“Christ in Our Corner, “By Brian Flanagan, Fiat Ventures

Flickr User Trepan

Easter Sunday

Happy Easter! He is risen! Maybe you’re arriving at Easter Sunday after a LONG Lenten journey and you’re already on your 3rd cup of coffee today after having given it up, or perhaps you’re adding another Reese’s peanut butter cup wrapper to your collection next to you on the table. It is a FEAST after all.

There are some wonderful readings this Sunday, but I’d like to focus on a lesser known part of the Easter Sunday Mass – it’s called the Easter Sequence, and it is sung or read right after the 2nd Reading, and before the Gospel Acclamation where we finally get to sing ALLELUIA again after a long Lent. Only a few feasts have a Sequence, and this one dates back nearly 1,000 years (which by the way is nothing compared to a lot of the Mass dating back 2,000 years!). Here are a few lines from it:

“Christians, to the Paschal Victim / Offer your thankful praises! / A Lamb the sheep redeems; / Christ, who only is sinless, / Reconciles sinners to the Father. / Death and life have contended in that combat stupendous: / The Prince of life, who died, reigns immortal.” WOW! To think we usually reduce Easter to egg hunts and marshmallow Peeps!

One of my Lenten practices this year was to exercise every day (which I normally hate doing but wanted to grow in discipline). Instead of going running, I thought I’d try something new, boxing gloves and a big old punching bag in my basement. It’s admittedly one of the most ‘fun’ Lents I’ve had, actually. So when I read that line about “combat stupendous” from the Sequence this year, I pictured “In the blue corner, weighing in at 175, God from God, Light from Light, Jeeeesssssuuuusss of Nazzzzzzzaaaaareeeeeeth. And in the red corner, weighing in at 320, that Sneaky Serpent, that Devil in the Details, Luuuuuuuuuuuuuuuuuuuuuciferrrrr.”

Except this fight was over before it began, in more ways than one. To all the onlookers on Good Friday, it seemed that Jesus didn’t have a chance. He was apparently down for the count. Death had won. But in the greatest paradoxical come from behind victory of all time, it was precisely Jesus’ death on the Cross by which he won this “combat stupendous”. Death was tricked into destroying itself. And on Easter Sunday, that victory was made known. Heaven knew in an instant, but here on earth it was a more slow and exciting realization as Jesus began appearing in his Resurrected body. A glimmer of hope, as the disciples saw the empty tomb, began to grow and swell until even Thomas the following week got to see for himself that Jesus is risen.

For us, it’s more like watching a video of an old boxing match online; we already know the result. Jesus has already become the “victor King” we sing about in the Sequence, and we live in the confidence of that victory today. When we’re up against sin, temptation, despair, or anything that threatens to hold us back from God, we know that Jesus is already victorious.

So, as we continue this Easter Season, let’s live in that victory. Sin and death have no more power over us since we have Risen Christ in our corner. And this victory isn’t just something we read about or hear about; we participate in it when we receive Communion. We receive the Risen Christ; Body, Blood, Soul, and Divinity. The Devil hears the sound of his defeat again and again throughout the centuries, not a bell at the end of a round of boxing, but the bell rung at the Consecration, when the priest elevates the Eucharist. Talk about a ringing in your ears!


(Exercise requirements): If a picture appears in the records, leave it out and transcribe the rest exactly.
*** Records
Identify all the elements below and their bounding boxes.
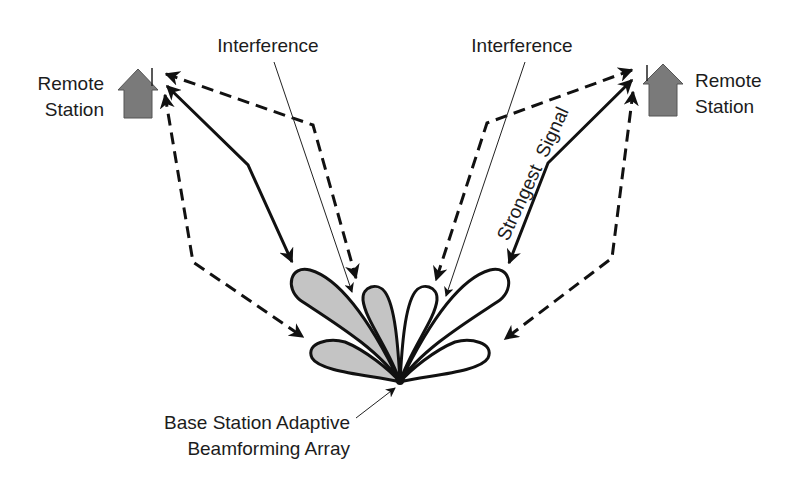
remote-station-left-line2: Station	[20, 98, 104, 122]
interference-left-line	[274, 62, 352, 292]
interference-lines	[274, 62, 525, 296]
remote-station-right-label: Remote Station	[695, 69, 762, 119]
left-direct-path	[167, 86, 292, 262]
base-station-line2: Beamforming Array	[100, 437, 350, 461]
remote-station-left-line1: Remote	[20, 72, 104, 96]
beam-lobes	[291, 269, 508, 385]
base-station-label: Base Station Adaptive Beamforming Array	[100, 411, 350, 461]
interference-left-label: Interference	[213, 34, 323, 58]
base-station-line1: Base Station Adaptive	[100, 411, 350, 435]
remote-station-right-line2: Station	[695, 95, 762, 119]
interference-right-line	[446, 62, 525, 296]
remote-station-left-label: Remote Station	[20, 72, 104, 122]
base-station-pointer	[356, 388, 395, 418]
interference-right-label: Interference	[467, 34, 577, 58]
remote-station-right-icon	[643, 64, 683, 116]
strongest-signal-label: Strongest Signal	[493, 104, 573, 244]
array-origin-dot	[396, 377, 404, 385]
remote-station-left-icon	[118, 68, 158, 118]
left-multipath-lower	[165, 95, 303, 337]
left-multipath-upper	[166, 74, 356, 278]
remote-station-right-line1: Remote	[695, 69, 762, 93]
******
(Response to this exercise):
Identify all the elements below and their bounding boxes.
remote-station-left-line2: Station	[20, 98, 104, 122]
interference-left-line	[274, 62, 352, 292]
interference-lines	[274, 62, 525, 296]
remote-station-right-label: Remote Station	[695, 69, 762, 119]
left-direct-path	[167, 86, 292, 262]
base-station-line2: Beamforming Array	[100, 437, 350, 461]
remote-station-left-line1: Remote	[20, 72, 104, 96]
beam-lobes	[291, 269, 508, 385]
base-station-label: Base Station Adaptive Beamforming Array	[100, 411, 350, 461]
interference-left-label: Interference	[213, 34, 323, 58]
base-station-line1: Base Station Adaptive	[100, 411, 350, 435]
remote-station-right-line2: Station	[695, 95, 762, 119]
interference-right-line	[446, 62, 525, 296]
remote-station-left-label: Remote Station	[20, 72, 104, 122]
base-station-pointer	[356, 388, 395, 418]
interference-right-label: Interference	[467, 34, 577, 58]
remote-station-right-icon	[643, 64, 683, 116]
strongest-signal-label: Strongest Signal	[493, 104, 573, 244]
array-origin-dot	[396, 377, 404, 385]
remote-station-left-icon	[118, 68, 158, 118]
left-multipath-lower	[165, 95, 303, 337]
left-multipath-upper	[166, 74, 356, 278]
remote-station-right-line1: Remote	[695, 69, 762, 93]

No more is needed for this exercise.